Kenyon Cox

Biography

Kenyon Cox (Oct. 27, 1856 – March 17, 1919) was an American painter and art critic, known for his murals and decorative work.

Cox was a pupil of Carolus-Duran and of Jean-Léon Gérôme in Paris from 1877 to 1882, when he returned to New York City, subsequently teaching with much success in the Art Students’ League. Among the better-known examples of his work are the frieze for the courtroom of the Appellate Court, New York City, and decorations for the Walker Art Gallery, Bowdoin College, Brunswick, Me., and for the capitol at St. Paul, Minn. He was the author of several books in which he generally argued against new movements in art and advocated what he termed “the classic point of view.”

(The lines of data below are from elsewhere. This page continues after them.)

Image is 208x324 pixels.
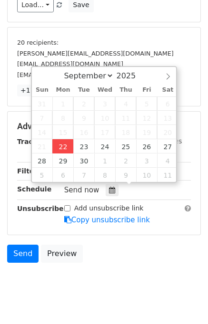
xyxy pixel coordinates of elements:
[136,125,157,139] span: September 19, 2025
[115,139,136,154] span: September 25, 2025
[52,168,73,182] span: October 6, 2025
[17,138,49,146] strong: Tracking
[52,125,73,139] span: September 15, 2025
[17,85,57,97] a: +17 more
[41,245,83,263] a: Preview
[136,97,157,111] span: September 5, 2025
[136,154,157,168] span: October 3, 2025
[32,154,53,168] span: September 28, 2025
[52,97,73,111] span: September 1, 2025
[73,154,94,168] span: September 30, 2025
[17,186,51,193] strong: Schedule
[136,111,157,125] span: September 12, 2025
[157,168,178,182] span: October 11, 2025
[32,125,53,139] span: September 14, 2025
[73,168,94,182] span: October 7, 2025
[73,111,94,125] span: September 9, 2025
[136,139,157,154] span: September 26, 2025
[74,204,144,214] label: Add unsubscribe link
[73,125,94,139] span: September 16, 2025
[94,87,115,93] span: Wed
[17,121,191,132] h5: Advanced
[115,125,136,139] span: September 18, 2025
[115,97,136,111] span: September 4, 2025
[52,111,73,125] span: September 8, 2025
[64,216,150,225] a: Copy unsubscribe link
[32,168,53,182] span: October 5, 2025
[32,139,53,154] span: September 21, 2025
[115,111,136,125] span: September 11, 2025
[73,97,94,111] span: September 2, 2025
[94,168,115,182] span: October 8, 2025
[115,154,136,168] span: October 2, 2025
[136,87,157,93] span: Fri
[157,139,178,154] span: September 27, 2025
[73,139,94,154] span: September 23, 2025
[114,71,148,80] input: Year
[115,87,136,93] span: Thu
[94,154,115,168] span: October 1, 2025
[52,139,73,154] span: September 22, 2025
[94,139,115,154] span: September 24, 2025
[32,87,53,93] span: Sun
[136,168,157,182] span: October 10, 2025
[157,125,178,139] span: September 20, 2025
[17,205,64,213] strong: Unsubscribe
[52,87,73,93] span: Mon
[17,71,123,79] small: [EMAIL_ADDRESS][DOMAIN_NAME]
[160,279,208,324] iframe: Chat Widget
[17,39,59,46] small: 20 recipients:
[157,154,178,168] span: October 4, 2025
[17,50,174,57] small: [PERSON_NAME][EMAIL_ADDRESS][DOMAIN_NAME]
[64,186,99,195] span: Send now
[157,87,178,93] span: Sat
[94,125,115,139] span: September 17, 2025
[32,111,53,125] span: September 7, 2025
[94,111,115,125] span: September 10, 2025
[17,167,41,175] strong: Filters
[157,111,178,125] span: September 13, 2025
[52,154,73,168] span: September 29, 2025
[115,168,136,182] span: October 9, 2025
[157,97,178,111] span: September 6, 2025
[32,97,53,111] span: August 31, 2025
[73,87,94,93] span: Tue
[17,60,123,68] small: [EMAIL_ADDRESS][DOMAIN_NAME]
[94,97,115,111] span: September 3, 2025
[7,245,39,263] a: Send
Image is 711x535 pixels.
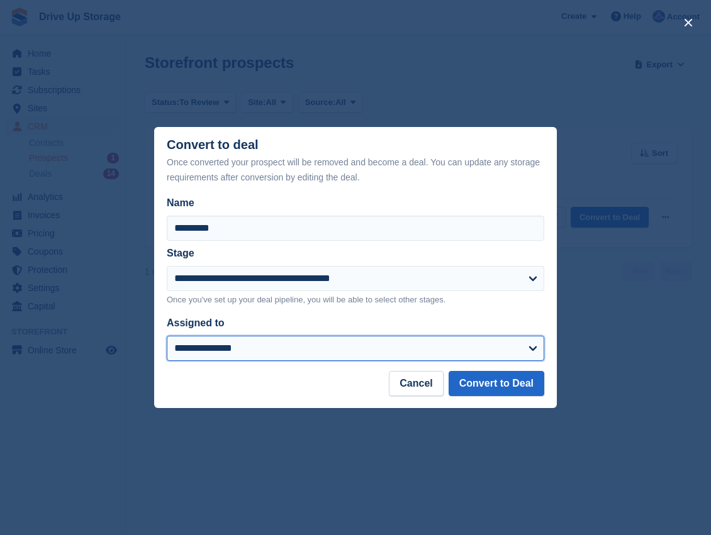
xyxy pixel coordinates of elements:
div: Once converted your prospect will be removed and become a deal. You can update any storage requir... [167,155,544,185]
label: Assigned to [167,318,225,328]
button: close [678,13,698,33]
button: Cancel [389,371,443,396]
label: Stage [167,248,194,259]
p: Once you've set up your deal pipeline, you will be able to select other stages. [167,294,544,306]
div: Convert to deal [167,138,544,185]
button: Convert to Deal [448,371,544,396]
label: Name [167,196,544,211]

Cox was an influential and important early instructor at the Art Students League of New York. He was the designer of the League’s logo, whose motto is Nulla Dies Sine Linea, “No Day Without a Line.”

Cox made a profound impact on the lives and careers of his students, who included Philadelphia-based painter Margaretta S. Hinchman and artist Jerome Myers, who studied with Cox during his early years of training at the Art Student’s League. Though Myers later took a very different path in his own artistic work, he clearly recalled this teacher in his 1940 autobiography, “Artist In Manhattan”:

Kenyon Cox belongs eminently to the traditions of my student days. At his art lectures I remember his eulogies of Michelangelo. Once he remarked that the master slept with his boots on–-which sounds so much more imposing than to sleep with one’s shoes on, as I have done. In our life classroom at the old Art Students League, there was a study by Kenyon Cox of a nude girl with red hair, a magnificent example, in oils, of vital life in the raw, an unforgettable canvas. It had a hole in it when I last saw it, and I do not know what became of it. In his mature work, however, Kenyon Cox sought for classic dignity; I remember a picture of his, called “The Flight of the Ideal,” that seemed to me a symbol of his aspirations. For myself, on the contrary, it was the earth that was attractive, the depicting of humans of my choice. Yet my study of the antique at art school made me sympathetic to this earnest devotee of classicism.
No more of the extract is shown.